Third Culture Kids: Growing Up Among Worlds, 3rd Edition

By David C. Pollock, Ruth E. Van Reken, and Michael V. Pollock. Reviewed by Cheryl Doss PhD, adult missionary kid, missionary mother and grandmother, is director of the Institute of World Mission, the missionary training organization of the General Conference of Seventh-day Adventists.

The Godless Delusion: Europe and Africa

By Jim Harries. Reviewed by Prof. Rajkumar Boaz Johnson, PhD Professor of Biblical and Theological Studies North Park University, Visiting Professor SHIATS University Allahabad, India.

Spirituality in Mission: Embracing the Lifelong Journey

John Amalraj, Geoffrey W. Hahn, and William D. Taylor, eds. Reviewed by Tabor Laughlin, Intercultural Studies PhD student at Trinity Evangelical Divinity School (TEDS), missionary in China ten years, leader of a small mission agency in NW China, and author of Becoming Native to Win the Natives.

Who Really Sent the First Missionaries?

Some time ago I read in the pages of a mission magazine that came to my desk an amazing statement. The writer was emphasizing his “conviction that the church, not the mission board, is the sending agency.” He added that according to the book of Acts, “the church at Antioch accepted responsibility for the Apostle Paul.” Then he went on to say that “in the 11th chapter of Acts Barnabas heard of Paul, sought him out, brought him to Antioch and helped him serve an internship in that church of not less than one year.”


— TASK TO COMPLETE —
Scan the data beneath this task and copy each line that includes "beside".

----- RECORDS FOR THIS EXERCISE -----

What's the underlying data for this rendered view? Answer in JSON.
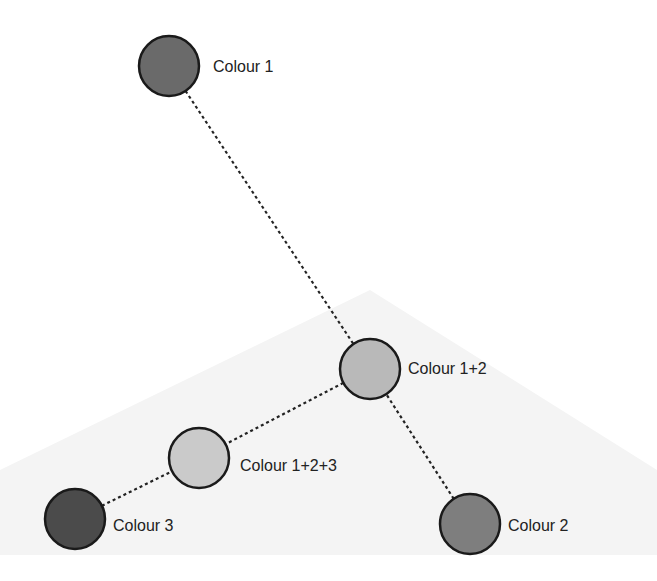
{
  "diagram": {
    "type": "colour-mixing-tree",
    "background": "#ffffff",
    "background_shape": {
      "type": "triangle",
      "fill": "#f4f4f4",
      "points": [
        [
          370,
          290
        ],
        [
          0,
          470
        ],
        [
          0,
          555
        ],
        [
          657,
          555
        ],
        [
          657,
          470
        ]
      ]
    },
    "edge_style": {
      "stroke": "#222222",
      "dash": "3,3",
      "width": 2.2
    },
    "node_stroke": "#1a1a1a",
    "nodes": [
      {
        "id": "c1",
        "label": "Colour 1",
        "cx": 169,
        "cy": 66,
        "r": 30,
        "fill": "#6a6a6a",
        "label_x": 213,
        "label_y": 57
      },
      {
        "id": "c12",
        "label": "Colour 1+2",
        "cx": 370,
        "cy": 369,
        "r": 30,
        "fill": "#b9b9b9",
        "label_x": 408,
        "label_y": 359
      },
      {
        "id": "c123",
        "label": "Colour 1+2+3",
        "cx": 199,
        "cy": 458,
        "r": 30,
        "fill": "#cacaca",
        "label_x": 240,
        "label_y": 456
      },
      {
        "id": "c3",
        "label": "Colour 3",
        "cx": 75,
        "cy": 519,
        "r": 30,
        "fill": "#4b4b4b",
        "label_x": 113,
        "label_y": 516
      },
      {
        "id": "c2",
        "label": "Colour 2",
        "cx": 470,
        "cy": 524,
        "r": 30,
        "fill": "#7e7e7e",
        "label_x": 508,
        "label_y": 516
      }
    ],
    "edges": [
      {
        "from": "c1",
        "to": "c12"
      },
      {
        "from": "c2",
        "to": "c12"
      },
      {
        "from": "c12",
        "to": "c123"
      },
      {
        "from": "c3",
        "to": "c123"
      }
    ]
  }
}
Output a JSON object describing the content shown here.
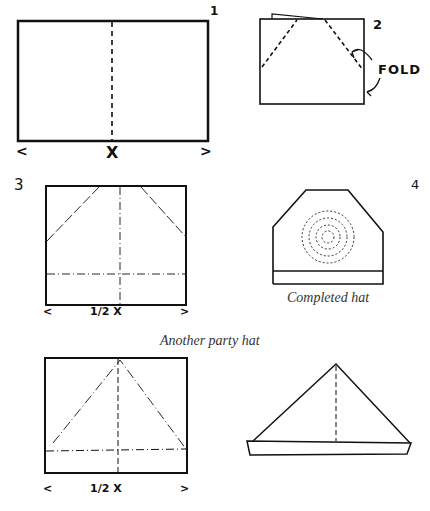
{
  "diagrams": [
    {
      "step": "1",
      "marks": {
        "left": "<",
        "center": "X",
        "right": ">"
      }
    },
    {
      "step": "2",
      "annotation": "FOLD"
    },
    {
      "step": "3",
      "marks": {
        "left": "<",
        "center": "1/2 X",
        "right": ">"
      }
    },
    {
      "step": "4",
      "caption": "Completed hat"
    }
  ],
  "section_title": "Another party hat",
  "second": {
    "marks": {
      "left": "<",
      "center": "1/2 X",
      "right": ">"
    }
  }
}
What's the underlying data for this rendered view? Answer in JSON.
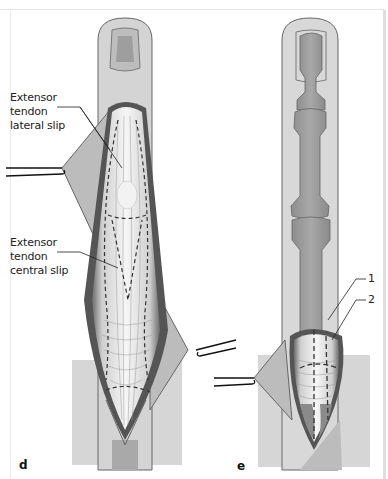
{
  "figure": {
    "panels": [
      {
        "id": "d",
        "letter": "d",
        "labels": [
          {
            "text": "Extensor\ntendon\nlateral slip"
          },
          {
            "text": "Extensor\ntendon\ncentral slip"
          }
        ]
      },
      {
        "id": "e",
        "letter": "e",
        "labels": [
          {
            "text": "1"
          },
          {
            "text": "2"
          }
        ]
      }
    ]
  },
  "colors": {
    "skin_light": "#d8d8d8",
    "skin_mid": "#c4c4c4",
    "bone": "#9c9c9c",
    "tendon": "#efefef",
    "outline": "#555555",
    "flap": "#b9b9b9"
  }
}
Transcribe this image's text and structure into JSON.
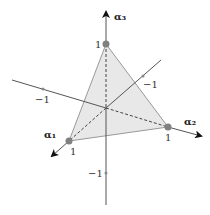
{
  "diagram": {
    "title": "",
    "axes": [
      {
        "name": "alpha1",
        "label": "α",
        "subscript": "1",
        "positive_tick": "1"
      },
      {
        "name": "alpha2",
        "label": "α",
        "subscript": "2",
        "positive_tick": "1",
        "negative_tick": "−1"
      },
      {
        "name": "alpha3",
        "label": "α",
        "subscript": "3",
        "positive_tick": "1",
        "negative_tick": "−1"
      }
    ],
    "labels": {
      "alpha1": "α₁",
      "alpha2": "α₂",
      "alpha3": "α₃",
      "one_a3": "1",
      "one_a1": "1",
      "one_a2": "1",
      "neg_left": "−1",
      "neg_diag": "−1",
      "neg_bottom": "−1"
    },
    "simplex": {
      "vertices": [
        "(1,0,0)",
        "(0,1,0)",
        "(0,0,1)"
      ],
      "fill": "#e6e6e6",
      "edge": "#888888"
    },
    "colors": {
      "axis": "#555555",
      "point": "#808080",
      "dashed": "#444444"
    }
  }
}
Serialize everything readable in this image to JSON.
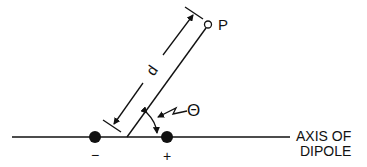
{
  "diagram": {
    "type": "electric-dipole-geometry",
    "colors": {
      "ink": "#111111",
      "background": "#ffffff"
    },
    "labels": {
      "point": "P",
      "distance": "d",
      "angle": "Θ",
      "negative_charge": "−",
      "positive_charge": "+",
      "axis_line1": "AXIS OF",
      "axis_line2": "DIPOLE"
    }
  }
}
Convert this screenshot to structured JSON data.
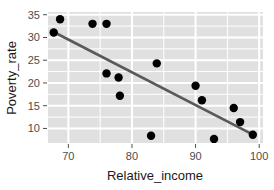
{
  "chart_data": {
    "type": "scatter",
    "title": "",
    "xlabel": "Relative_income",
    "ylabel": "Poverty_rate",
    "xlim": [
      66.8,
      100.6
    ],
    "ylim": [
      6.8,
      35.6
    ],
    "xticks": [
      70,
      80,
      90,
      100
    ],
    "xtick_labels": [
      "70",
      "80",
      "90",
      "100"
    ],
    "yticks": [
      10,
      15,
      20,
      25,
      30,
      35
    ],
    "ytick_labels": [
      "10",
      "15",
      "20",
      "25",
      "30",
      "35"
    ],
    "x_minor_ticks": [
      75,
      85,
      95
    ],
    "y_minor_ticks": [
      12.5,
      17.5,
      22.5,
      27.5,
      32.5
    ],
    "grid": true,
    "legend": "none",
    "panel_background": "#E0E0E0",
    "gridline_color": "#FFFFFF",
    "point_color": "#000000",
    "point_size": 4.2,
    "series": [
      {
        "name": "observations",
        "points": [
          {
            "x": 68.7,
            "y": 34.0
          },
          {
            "x": 67.7,
            "y": 31.1
          },
          {
            "x": 73.8,
            "y": 33.0
          },
          {
            "x": 76.0,
            "y": 33.0
          },
          {
            "x": 76.0,
            "y": 22.1
          },
          {
            "x": 77.9,
            "y": 21.2
          },
          {
            "x": 78.1,
            "y": 17.2
          },
          {
            "x": 83.9,
            "y": 24.3
          },
          {
            "x": 83.0,
            "y": 8.4
          },
          {
            "x": 90.0,
            "y": 19.4
          },
          {
            "x": 91.0,
            "y": 16.2
          },
          {
            "x": 92.9,
            "y": 7.7
          },
          {
            "x": 96.0,
            "y": 14.5
          },
          {
            "x": 97.0,
            "y": 11.4
          },
          {
            "x": 99.0,
            "y": 8.6
          }
        ]
      }
    ],
    "trendline": {
      "name": "fit-line",
      "color": "#595959",
      "width": 2.6,
      "x0": 67.7,
      "y0": 31.2,
      "x1": 99.1,
      "y1": 8.6
    }
  }
}
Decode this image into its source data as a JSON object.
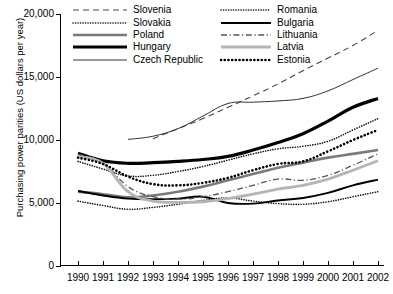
{
  "chart_data": {
    "type": "line",
    "title": "",
    "xlabel": "",
    "ylabel": "Purchasing power parities (US dollars per year)",
    "ylim": [
      0,
      20000
    ],
    "yticks": [
      0,
      5000,
      10000,
      15000,
      20000
    ],
    "ytick_labels": [
      "0",
      "5,000",
      "10,000",
      "15,000",
      "20,000"
    ],
    "grid": false,
    "legend_position": "top-inside",
    "x": [
      1990,
      1991,
      1992,
      1993,
      1994,
      1995,
      1996,
      1997,
      1998,
      1999,
      2000,
      2001,
      2002
    ],
    "xtick_labels": [
      "1990",
      "1991",
      "1992",
      "1993",
      "1994",
      "1995",
      "1996",
      "1997",
      "1998",
      "1999",
      "2000",
      "2001",
      "2002"
    ],
    "series": [
      {
        "name": "Slovenia",
        "style": "dashed",
        "color": "#444444",
        "width": 1.1,
        "x": [
          1993,
          1994,
          1995,
          1996,
          1997,
          1998,
          1999,
          2000,
          2001,
          2002
        ],
        "values": [
          10100,
          10900,
          11700,
          12600,
          13500,
          14450,
          15500,
          16500,
          17500,
          18700
        ]
      },
      {
        "name": "Slovakia",
        "style": "dotted-fine",
        "color": "#111111",
        "width": 1.6,
        "x": [
          1990,
          1991,
          1992,
          1993,
          1994,
          1995,
          1996,
          1997,
          1998,
          1999,
          2000,
          2001,
          2002
        ],
        "values": [
          8300,
          7700,
          7150,
          7200,
          7500,
          7900,
          8400,
          8900,
          9300,
          9500,
          9900,
          10800,
          11700
        ]
      },
      {
        "name": "Poland",
        "style": "solid",
        "color": "#7a7a7a",
        "width": 2.6,
        "x": [
          1990,
          1991,
          1992,
          1993,
          1994,
          1995,
          1996,
          1997,
          1998,
          1999,
          2000,
          2001,
          2002
        ],
        "values": [
          5900,
          5700,
          5450,
          5600,
          5900,
          6300,
          6800,
          7300,
          7800,
          8200,
          8600,
          8900,
          9200
        ]
      },
      {
        "name": "Hungary",
        "style": "solid",
        "color": "#000000",
        "width": 3.2,
        "x": [
          1990,
          1991,
          1992,
          1993,
          1994,
          1995,
          1996,
          1997,
          1998,
          1999,
          2000,
          2001,
          2002
        ],
        "values": [
          8950,
          8350,
          8150,
          8200,
          8300,
          8450,
          8700,
          9200,
          9800,
          10500,
          11500,
          12600,
          13300
        ]
      },
      {
        "name": "Czech Republic",
        "style": "solid",
        "color": "#333333",
        "width": 1.0,
        "x": [
          1992,
          1993,
          1994,
          1995,
          1996,
          1997,
          1998,
          1999,
          2000,
          2001,
          2002
        ],
        "values": [
          10050,
          10300,
          10900,
          11900,
          12900,
          13000,
          13100,
          13300,
          13900,
          14800,
          15700
        ]
      },
      {
        "name": "Romania",
        "style": "dotted-fine",
        "color": "#111111",
        "width": 1.6,
        "x": [
          1990,
          1991,
          1992,
          1993,
          1994,
          1995,
          1996,
          1997,
          1998,
          1999,
          2000,
          2001,
          2002
        ],
        "values": [
          5150,
          4800,
          4500,
          4650,
          4900,
          5200,
          5400,
          5150,
          4950,
          4900,
          5100,
          5500,
          5900
        ]
      },
      {
        "name": "Bulgaria",
        "style": "solid",
        "color": "#000000",
        "width": 1.9,
        "x": [
          1990,
          1991,
          1992,
          1993,
          1994,
          1995,
          1996,
          1997,
          1998,
          1999,
          2000,
          2001,
          2002
        ],
        "values": [
          5950,
          5600,
          5350,
          5300,
          5350,
          5500,
          5000,
          4950,
          5200,
          5400,
          5800,
          6400,
          6850
        ]
      },
      {
        "name": "Lithuania",
        "style": "dash-dot",
        "color": "#555555",
        "width": 1.3,
        "x": [
          1990,
          1991,
          1992,
          1993,
          1994,
          1995,
          1996,
          1997,
          1998,
          1999,
          2000,
          2001,
          2002
        ],
        "values": [
          8850,
          8200,
          6300,
          5500,
          5300,
          5500,
          5900,
          6400,
          6900,
          6800,
          7200,
          8000,
          8900
        ]
      },
      {
        "name": "Latvia",
        "style": "solid",
        "color": "#b5b5b5",
        "width": 2.8,
        "x": [
          1990,
          1991,
          1992,
          1993,
          1994,
          1995,
          1996,
          1997,
          1998,
          1999,
          2000,
          2001,
          2002
        ],
        "values": [
          8700,
          8150,
          5900,
          5150,
          5050,
          5100,
          5350,
          5700,
          6100,
          6400,
          6900,
          7600,
          8350
        ]
      },
      {
        "name": "Estonia",
        "style": "dotted-bold",
        "color": "#000000",
        "width": 2.6,
        "x": [
          1990,
          1991,
          1992,
          1993,
          1994,
          1995,
          1996,
          1997,
          1998,
          1999,
          2000,
          2001,
          2002
        ],
        "values": [
          8600,
          8100,
          7100,
          6500,
          6400,
          6600,
          7000,
          7600,
          8100,
          8300,
          9100,
          10000,
          10800
        ]
      }
    ],
    "legend_left": [
      "Slovenia",
      "Slovakia",
      "Poland",
      "Hungary",
      "Czech Republic"
    ],
    "legend_right": [
      "Romania",
      "Bulgaria",
      "Lithuania",
      "Latvia",
      "Estonia"
    ]
  }
}
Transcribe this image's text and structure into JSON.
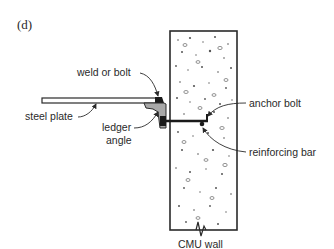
{
  "figure": {
    "label": "(d)",
    "labels": {
      "weld_or_bolt": "weld or bolt",
      "steel_plate": "steel plate",
      "ledger_line1": "ledger",
      "ledger_line2": "angle",
      "anchor_bolt": "anchor bolt",
      "reinforcing_bar": "reinforcing bar",
      "cmu_wall": "CMU wall"
    },
    "colors": {
      "line": "#2a2a2a",
      "angle_fill": "#a8a8a8",
      "wall_fill": "#ffffff"
    }
  }
}
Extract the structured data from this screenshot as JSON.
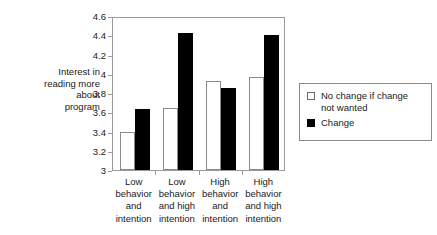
{
  "chart_data": {
    "type": "bar",
    "title": "",
    "xlabel": "",
    "ylabel": "Interest in\nreading more\nabout\nprogram",
    "ylim": [
      3,
      4.6
    ],
    "ytick_values": [
      3,
      3.2,
      3.4,
      3.6,
      3.8,
      4,
      4.2,
      4.4,
      4.6
    ],
    "ytick_labels": [
      "3",
      "3.2",
      "3.4",
      "3.6",
      "3.8",
      "4",
      "4.2",
      "4.4",
      "4.6"
    ],
    "grid": false,
    "legend_position": "right",
    "categories": [
      "Low\nbehavior\nand\nintention",
      "Low\nbehavior\nand high\nintention",
      "High\nbehavior\nand\nintention",
      "High\nbehavior\nand high\nintention"
    ],
    "series": [
      {
        "name": "No change if change\nnot wanted",
        "color": "#ffffff",
        "edge_color": "#8a8a8a",
        "values": [
          3.4,
          3.64,
          3.92,
          3.97
        ]
      },
      {
        "name": "Change",
        "color": "#000000",
        "edge_color": "#000000",
        "values": [
          3.63,
          4.42,
          3.85,
          4.4
        ]
      }
    ]
  },
  "legend": {
    "items": [
      {
        "label": "No change if change\nnot wanted",
        "swatch": "white-square"
      },
      {
        "label": "Change",
        "swatch": "black-square"
      }
    ]
  },
  "colors": {
    "axis": "#9a9a9a",
    "frame": "#9a9a9a",
    "text": "#1a1a1a",
    "series_no_change": "#ffffff",
    "series_change": "#000000"
  }
}
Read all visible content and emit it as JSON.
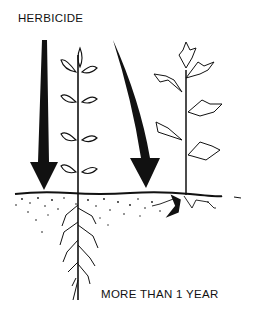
{
  "diagram": {
    "title_label": "HERBICIDE",
    "caption": "MORE THAN  1  YEAR",
    "elements": [
      {
        "name": "straight-arrow",
        "description": "herbicide arrow pointing down to soil beside young plant"
      },
      {
        "name": "young-plant",
        "description": "seedling with oval leaves and deep taproot system"
      },
      {
        "name": "curved-arrow",
        "description": "herbicide arrow curving down to soil beside older plant"
      },
      {
        "name": "older-plant",
        "description": "plant with lobed leaves and shallow root crown"
      },
      {
        "name": "soil",
        "description": "stippled soil surface layer"
      }
    ],
    "colors": {
      "ink": "#111111",
      "background": "#ffffff"
    }
  }
}
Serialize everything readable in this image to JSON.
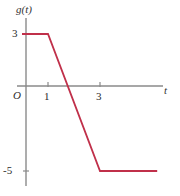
{
  "figure": {
    "background_color": "#ffffff",
    "axis_color": "#808080",
    "curve_color": "#c0304a",
    "text_color": "#2b2b2b"
  },
  "labels": {
    "y_axis_label": "g(t)",
    "x_axis_label": "t",
    "origin_label": "O",
    "y_tick_3": "3",
    "y_tick_neg5": "-5",
    "x_tick_1": "1",
    "x_tick_3": "3"
  },
  "chart_data": {
    "type": "line",
    "title": "",
    "xlabel": "t",
    "ylabel": "g(t)",
    "grid": false,
    "legend_position": "none",
    "xlim": [
      -0.3,
      5.2
    ],
    "ylim": [
      -6.5,
      4.5
    ],
    "xticks": [
      1,
      3
    ],
    "xtick_labels": [
      "1",
      "3"
    ],
    "yticks": [
      3,
      -5
    ],
    "ytick_labels": [
      "3",
      "-5"
    ],
    "series": [
      {
        "name": "g(t)",
        "color": "#c0304a",
        "x": [
          0,
          1,
          3,
          5.2
        ],
        "y": [
          3,
          3,
          -5,
          -5
        ],
        "segments": [
          {
            "from": [
              0,
              3
            ],
            "to": [
              1,
              3
            ],
            "description": "constant at 3"
          },
          {
            "from": [
              1,
              3
            ],
            "to": [
              3,
              -5
            ],
            "description": "linear decrease, slope -4, zero crossing at t = 1.75"
          },
          {
            "from": [
              3,
              -5
            ],
            "to": [
              5.2,
              -5
            ],
            "description": "constant at -5"
          }
        ]
      }
    ],
    "annotations": [
      {
        "text": "g(t)",
        "role": "y-axis-name"
      },
      {
        "text": "t",
        "role": "x-axis-name"
      },
      {
        "text": "O",
        "role": "origin"
      }
    ]
  }
}
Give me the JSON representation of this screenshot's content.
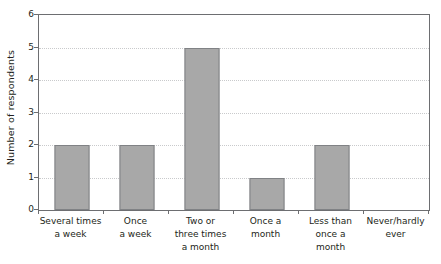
{
  "chart_data": {
    "type": "bar",
    "title": "",
    "subtitle": "",
    "xlabel": "",
    "ylabel": "Number of respondents",
    "ylim": [
      0,
      6
    ],
    "ytick_labels": [
      "0",
      "1",
      "2",
      "3",
      "4",
      "5",
      "6"
    ],
    "ytick_values": [
      0,
      1,
      2,
      3,
      4,
      5,
      6
    ],
    "gridlines": [
      1,
      2,
      3,
      4,
      5
    ],
    "grid": true,
    "legend": false,
    "legend_position": "none",
    "categories": [
      "Several times a week",
      "Once a week",
      "Two or three times a month",
      "Once a month",
      "Less than once a month",
      "Never/hardly ever"
    ],
    "category_label_lines": [
      [
        "Several times",
        "a week"
      ],
      [
        "Once",
        "a week"
      ],
      [
        "Two or",
        "three times",
        "a month"
      ],
      [
        "Once a",
        "month"
      ],
      [
        "Less than",
        "once a",
        "month"
      ],
      [
        "Never/hardly",
        "ever"
      ]
    ],
    "values": [
      2,
      2,
      5,
      1,
      2,
      0
    ],
    "bar_color": "#a8a8a8",
    "bar_border_color": "#808285",
    "axis_color": "#6d6e71",
    "grid_color": "#c9cacc",
    "text_color": "#231f20",
    "background_color": "#ffffff"
  }
}
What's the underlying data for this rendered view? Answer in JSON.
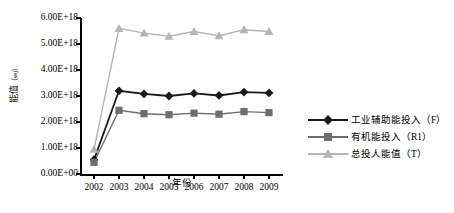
{
  "chart_data": {
    "type": "line",
    "title": "",
    "xlabel": "年份",
    "ylabel": "能值（sej）",
    "ylabel_text": "能值",
    "ylabel_unit": "（sej）",
    "categories": [
      "2002",
      "2003",
      "2004",
      "2005",
      "2006",
      "2007",
      "2008",
      "2009"
    ],
    "ylim": [
      0,
      6e+18
    ],
    "ytick_labels": [
      "6.00E+18",
      "5.00E+18",
      "4.00E+18",
      "3.00E+18",
      "2.00E+18",
      "1.00E+18",
      "0.00E+00"
    ],
    "ytick_values": [
      6e+18,
      5e+18,
      4e+18,
      3e+18,
      2e+18,
      1e+18,
      0
    ],
    "grid": false,
    "legend_position": "right",
    "series": [
      {
        "name": "工业辅助能投入（F）",
        "marker": "diamond",
        "color": "#1a1a1a",
        "values": [
          5.5e+17,
          3.2e+18,
          3.08e+18,
          3e+18,
          3.1e+18,
          3.02e+18,
          3.15e+18,
          3.12e+18
        ]
      },
      {
        "name": "有机能投入（R1）",
        "marker": "square",
        "color": "#6e6e6e",
        "values": [
          4.5e+17,
          2.45e+18,
          2.32e+18,
          2.28e+18,
          2.34e+18,
          2.3e+18,
          2.4e+18,
          2.36e+18
        ]
      },
      {
        "name": "总投入能值（T）",
        "marker": "triangle",
        "color": "#b5b5b5",
        "values": [
          9.5e+17,
          5.6e+18,
          5.42e+18,
          5.3e+18,
          5.48e+18,
          5.32e+18,
          5.55e+18,
          5.48e+18
        ]
      }
    ]
  },
  "legend": {
    "items": [
      {
        "label": "工业辅助能投入（F）"
      },
      {
        "label": "有机能投入（R1）"
      },
      {
        "label": "总投人能值（T）"
      }
    ]
  }
}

-----

— EXPECTED OUTPUT —
        "description": "herbicide arrow pointing down to soil beside young plant"
        "description": "herbicide arrow curving down to soil beside older plant"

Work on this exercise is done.